Monolithically integrated optoelectronic chip developer ThreeFive Photonics, spun off from Delft University in 2001, is sampling its first product. The company claims this is the world's first multi-wavelength receiver on a single chip, based on a "previously unseen level of integration for volume-produced opto components".
Instead of separate, discrete components for the functions of the receiver and optical interconnection, the Argo is fabricated on a single indium phosphide (InP) chip. It integrates an arrayed waveguide grating (AWG) wavelength demultiplexer with one high-speed PIN photodetector and one high-gain trans-impedance amplifier per channel into a single compact multi-wavelength receiver, hermetically sealed in a 14-pin butterfly package.
The first product is the 4-channel 2.5Gbit/s Argo A4D2.5 multiwavelength receiver, which has a channel spacing of 100GHz. Uses include:
- long-haul and metro DWDM (SONET OC-48, SDH STM-16);
- DWDM datacoms (Gigabit Ethernet and Fibre Channel);
- DWDM for regional interconnects digital CATV.
Monolithic integration allows a package of 30x30x7.6mm and an area reduction of about 80% compared to equivalent discrete components or hybrid solutions, but at a similar price. "Argo will be applied mainly in metropolitan networks," says ThreeFives CEO Wouter Deelman. "Optoelectronic integration in InP not only leads to very small systems at lower price levels but also systems that are more robust, require less maintenance and repair, and consume less power. The latter is the most critical factor in some metro areas."

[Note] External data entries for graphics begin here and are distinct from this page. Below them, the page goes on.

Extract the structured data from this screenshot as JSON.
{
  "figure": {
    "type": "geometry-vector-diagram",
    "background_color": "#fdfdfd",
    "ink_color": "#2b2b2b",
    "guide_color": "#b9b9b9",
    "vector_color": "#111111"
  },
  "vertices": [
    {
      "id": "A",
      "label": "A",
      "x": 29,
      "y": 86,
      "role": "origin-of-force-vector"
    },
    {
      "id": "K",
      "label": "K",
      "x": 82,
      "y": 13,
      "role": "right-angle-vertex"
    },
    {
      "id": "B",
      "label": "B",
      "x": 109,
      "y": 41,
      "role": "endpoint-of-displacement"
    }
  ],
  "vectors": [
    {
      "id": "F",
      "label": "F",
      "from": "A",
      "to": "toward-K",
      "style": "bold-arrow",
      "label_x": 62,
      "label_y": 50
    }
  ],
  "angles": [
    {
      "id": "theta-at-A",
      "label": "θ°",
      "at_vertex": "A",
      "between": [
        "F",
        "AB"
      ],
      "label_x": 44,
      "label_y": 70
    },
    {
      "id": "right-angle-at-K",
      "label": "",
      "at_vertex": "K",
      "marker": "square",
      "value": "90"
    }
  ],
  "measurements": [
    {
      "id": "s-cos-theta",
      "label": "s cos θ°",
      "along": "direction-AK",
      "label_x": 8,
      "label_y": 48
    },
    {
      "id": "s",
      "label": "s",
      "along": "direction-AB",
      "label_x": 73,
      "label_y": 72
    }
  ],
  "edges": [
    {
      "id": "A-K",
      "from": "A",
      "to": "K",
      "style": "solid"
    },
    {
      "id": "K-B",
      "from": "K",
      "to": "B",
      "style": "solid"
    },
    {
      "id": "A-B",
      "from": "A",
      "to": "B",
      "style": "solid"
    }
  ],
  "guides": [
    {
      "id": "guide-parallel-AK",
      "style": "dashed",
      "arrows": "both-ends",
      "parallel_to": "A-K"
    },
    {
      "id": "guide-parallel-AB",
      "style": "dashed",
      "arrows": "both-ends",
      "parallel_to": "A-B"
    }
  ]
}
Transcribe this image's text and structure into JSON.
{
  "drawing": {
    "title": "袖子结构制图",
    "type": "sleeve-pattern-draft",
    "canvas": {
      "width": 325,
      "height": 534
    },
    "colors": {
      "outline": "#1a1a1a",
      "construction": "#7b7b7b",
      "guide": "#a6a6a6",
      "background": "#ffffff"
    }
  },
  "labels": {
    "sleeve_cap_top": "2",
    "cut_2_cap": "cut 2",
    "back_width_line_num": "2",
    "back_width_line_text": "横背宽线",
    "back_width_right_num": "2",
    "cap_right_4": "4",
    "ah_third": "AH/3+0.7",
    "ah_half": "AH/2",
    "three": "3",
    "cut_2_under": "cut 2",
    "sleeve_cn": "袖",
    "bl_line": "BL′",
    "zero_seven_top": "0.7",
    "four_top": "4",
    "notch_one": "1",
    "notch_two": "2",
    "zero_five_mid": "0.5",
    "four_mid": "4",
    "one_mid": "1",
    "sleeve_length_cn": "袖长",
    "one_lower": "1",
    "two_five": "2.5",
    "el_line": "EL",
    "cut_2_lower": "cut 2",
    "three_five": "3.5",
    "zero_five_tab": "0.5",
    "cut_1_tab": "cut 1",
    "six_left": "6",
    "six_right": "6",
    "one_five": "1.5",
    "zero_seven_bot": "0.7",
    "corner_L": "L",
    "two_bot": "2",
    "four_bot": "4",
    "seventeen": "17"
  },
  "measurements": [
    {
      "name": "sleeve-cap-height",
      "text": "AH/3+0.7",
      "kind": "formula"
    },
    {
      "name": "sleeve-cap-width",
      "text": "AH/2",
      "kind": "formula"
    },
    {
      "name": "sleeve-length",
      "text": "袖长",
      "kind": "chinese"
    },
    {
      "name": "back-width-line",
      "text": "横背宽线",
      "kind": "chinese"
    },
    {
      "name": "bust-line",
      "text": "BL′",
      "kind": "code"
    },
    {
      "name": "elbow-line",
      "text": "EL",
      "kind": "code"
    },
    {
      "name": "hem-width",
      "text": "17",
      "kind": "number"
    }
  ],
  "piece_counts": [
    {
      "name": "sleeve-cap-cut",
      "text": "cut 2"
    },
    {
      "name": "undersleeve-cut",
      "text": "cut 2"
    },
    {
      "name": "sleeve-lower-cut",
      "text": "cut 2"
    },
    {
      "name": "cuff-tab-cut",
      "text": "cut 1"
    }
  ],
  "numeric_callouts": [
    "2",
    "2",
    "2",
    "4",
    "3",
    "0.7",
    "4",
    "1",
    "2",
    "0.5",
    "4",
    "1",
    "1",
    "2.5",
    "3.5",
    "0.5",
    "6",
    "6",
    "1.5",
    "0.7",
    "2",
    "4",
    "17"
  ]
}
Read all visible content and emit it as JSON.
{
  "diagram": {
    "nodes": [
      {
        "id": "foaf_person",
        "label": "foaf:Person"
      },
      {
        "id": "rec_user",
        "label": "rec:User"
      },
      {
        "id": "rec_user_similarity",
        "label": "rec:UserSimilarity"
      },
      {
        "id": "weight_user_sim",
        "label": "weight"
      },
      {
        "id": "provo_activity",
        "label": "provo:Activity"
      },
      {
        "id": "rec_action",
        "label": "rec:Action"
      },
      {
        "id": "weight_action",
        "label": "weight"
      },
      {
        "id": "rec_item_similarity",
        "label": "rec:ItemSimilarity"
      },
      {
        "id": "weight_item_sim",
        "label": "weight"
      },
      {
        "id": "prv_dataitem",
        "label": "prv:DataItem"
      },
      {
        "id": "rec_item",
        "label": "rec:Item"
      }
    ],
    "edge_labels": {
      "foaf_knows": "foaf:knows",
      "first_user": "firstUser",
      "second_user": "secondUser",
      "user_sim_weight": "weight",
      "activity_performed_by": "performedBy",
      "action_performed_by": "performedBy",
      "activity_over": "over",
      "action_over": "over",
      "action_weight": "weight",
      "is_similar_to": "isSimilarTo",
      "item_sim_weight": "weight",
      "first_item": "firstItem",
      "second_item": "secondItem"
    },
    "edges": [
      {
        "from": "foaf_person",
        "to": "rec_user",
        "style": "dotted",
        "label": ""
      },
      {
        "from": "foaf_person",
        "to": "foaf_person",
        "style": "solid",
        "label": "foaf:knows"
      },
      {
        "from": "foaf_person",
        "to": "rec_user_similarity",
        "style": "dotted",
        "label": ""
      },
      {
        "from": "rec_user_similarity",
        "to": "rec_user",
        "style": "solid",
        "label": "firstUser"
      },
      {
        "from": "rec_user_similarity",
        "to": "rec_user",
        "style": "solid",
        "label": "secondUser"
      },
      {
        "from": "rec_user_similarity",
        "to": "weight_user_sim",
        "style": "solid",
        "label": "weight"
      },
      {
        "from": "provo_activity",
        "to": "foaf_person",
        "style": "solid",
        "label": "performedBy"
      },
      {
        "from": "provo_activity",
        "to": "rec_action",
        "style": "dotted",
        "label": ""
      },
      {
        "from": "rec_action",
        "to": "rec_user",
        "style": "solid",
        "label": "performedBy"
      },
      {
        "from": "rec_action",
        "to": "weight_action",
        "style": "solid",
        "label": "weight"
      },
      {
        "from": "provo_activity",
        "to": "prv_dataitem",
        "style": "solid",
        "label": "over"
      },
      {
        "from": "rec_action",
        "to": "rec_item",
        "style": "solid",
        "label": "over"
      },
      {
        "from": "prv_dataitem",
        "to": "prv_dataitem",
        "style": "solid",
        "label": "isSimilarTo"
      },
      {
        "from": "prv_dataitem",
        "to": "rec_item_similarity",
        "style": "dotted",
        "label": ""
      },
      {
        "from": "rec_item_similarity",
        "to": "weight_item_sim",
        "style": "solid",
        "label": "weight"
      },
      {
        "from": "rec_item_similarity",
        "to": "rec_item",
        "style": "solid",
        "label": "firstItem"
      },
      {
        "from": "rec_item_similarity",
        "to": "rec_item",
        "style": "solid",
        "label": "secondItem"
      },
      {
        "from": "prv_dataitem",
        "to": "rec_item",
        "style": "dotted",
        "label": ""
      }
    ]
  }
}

ThreeFives' Erik Pennings adds, "Optoelectronic integration introduces economies of scale to the photonic industry as it does in the silicon industry. In silicon-based semiconductor manufacturing, a product becomes cheaper when you produce a larger volume. But photonic systems manufacturing could not be optimised in quite the same way. We had several material systems rather than one, each lacking the required volume for becoming the standard. Photonic systems consisted of discrete components for different functions, connected through optical fibres."
Benefits of integration
Integrated chips have fewer components, giving easier inventory management, less testing of purchased components, and easier assembly of systems with less complex designs, shortening the system design cycle.
Compared to one DWDM demultiplexer and four separate receivers, integrated chip benefits include: lower costs; reduced labour from fibre handling and splicing; and a reduced inventory and component count.
A four-channel Argo receiver reduces the number of components from five to one and the number of parts from two to one.
The Argo technology platform also allows multiple configurations. ThreeFives says that subsequent versions will include the 16-channel 2.5Gbit/s A16D2.5 and the 4-channel 10Gbit/s A4D10 receiver. Advantages are greater for 16 channels, where the component count is cut from 17 to one. This demonstrates "the scalability of integrated optoelectronics and the increasing advantages for larger-scale integration," says Pennings.
ThreeFives states that Argo is just the first of a range of products based on monolithic optoelectronic integration in InP. Integration of the phased array demultiplexer with other opto components such as switches and amplifiers will lead to multi-wavelength transmitters, optical channel monitors, add/drop multiplexers and cross-connects. The ultimate aim: to integrate a complete telecoms subsystem on a single chip.
- In March, ThreeFive Photonics relocated to: De Molen 25, 3994 DA, Houten, Netherlands; Tel: +31 (0)30 635 5220; www.35ph.com
The photonics industry has entered a new stage of development. The manufacturing processes and design philosophies of the past have turned into bottlenecks. The market demand for better system performance at lower prices has created a climate that is favourable for monolithic integration using indium phosphide technology.
Until the end of 2000, carriers expanded their networks rapidly but were limited by the supply of systems and components. Now carriers have cut their capital spending and re-focused from capacity increase to cost reduction and improvement of financial performance. These demands have changed the supply chain, down to the choice of technology.
As the long-haul market and city-to-city backbones are mostly in place, operators short on capital need to address metro access and services without increasing costs. But for metro applications, close to the subscriber, operators need large numbers of systems with more functionality but lower costs per add/drop point (since small changes in unit price can hugely effect deployment cost) as well as reduced floor-space and power consumption.
These requirements cannot be met by current technologies. Traditional individual packaging of components connected by fibre introduces signal loss and mechanical instability. Also, fibre attachment is still mostly manual, which is costly and difficult to scale up.
To improve on this discrete component approach, hybrid integration was developed, where components of different materials are packaged together without internal fibre connection. This reduces size considerably, but introduces complex packaging which cannot be scaled and lacks flexibility.
The industry needs to overcome these limitations with a technology that allows volume manufacturing of components at low unit prices, similar to CMOS silicon manufacturing of electronic semiconductors. The challenge is to develop the optoelectronic equivalent.